The girl's soft looking lips curled up into a cynical smirk. Calmly she decended the stairs to cross the glass covered floor. Nicholas cringed when she stepped foot onto a particuarally sharp piece of glass, but then realized that she was not bleeding. It was almost as if the piece had passed right through her foot. Finally she reached where Alexander was standing.

"I'll make sure you never order me around again, big brother." She then grabbed him and lifted him up by the throat.

"What's she doing to him?" Natillie shrieked, grabbing a hold of Allan's arm.

"I...don't...know..." Allan whimpered.

"D-don't...j...ust s-...stand t-there!" Alaxander choaked out. "R-...ru..run!"

"Yes mortals." Annie cackled mischieviously. "Get out while you still can. The doors lock in a few minutes and no one who has stepped foot in this house has ever made it till dawn!"

"We can't just leave him here!" Nicholas shouted, pointing at Alexander. "We can't just leave him to die!"

"Y-you're a...bit t-too late f...for that..." Alexander panted, trying to wrestle Annie's hand off of his windpipe. Wincing as welt after bloody welt rose up along his face, neck, arms, and hands.

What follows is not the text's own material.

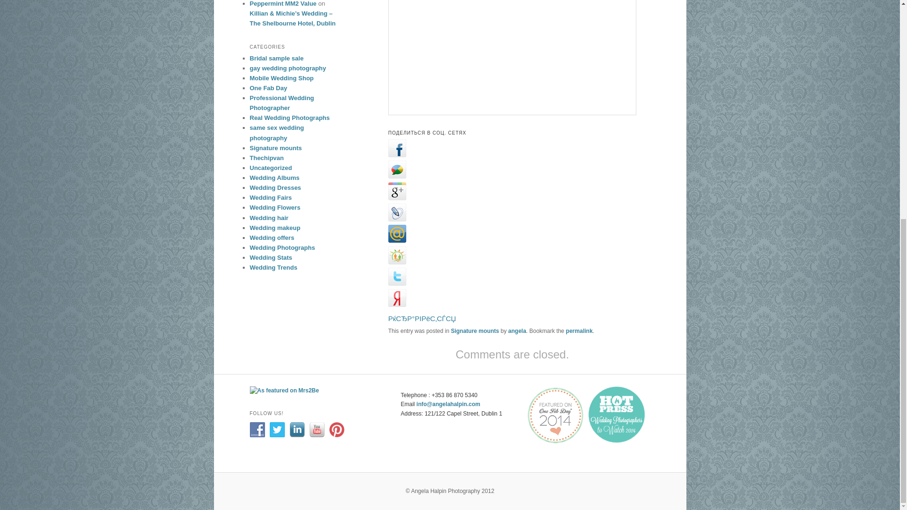 The width and height of the screenshot is (907, 510). I want to click on permalink, so click(579, 331).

"Shut up! Now!" Annie's eyes widened. "TIme to say good-bye to the freedom of free speach...or speach at all for that matter."

"DEVIL!" He shouted, before she clamped her mouth down on his. A few moments later she witdrew and spat something red and slimy out onto the glass covered floor.

The thoughts of what the red thing was processed to Nicholas about the same time that he heard his father struggeling to catch his fallen wife. Then there was a SLAM and a CLICK as he heard the doors being shut and locked for the night.

"You lot should have run while you had the chance." Annie grinned maliciously. "Now you are all going to die!"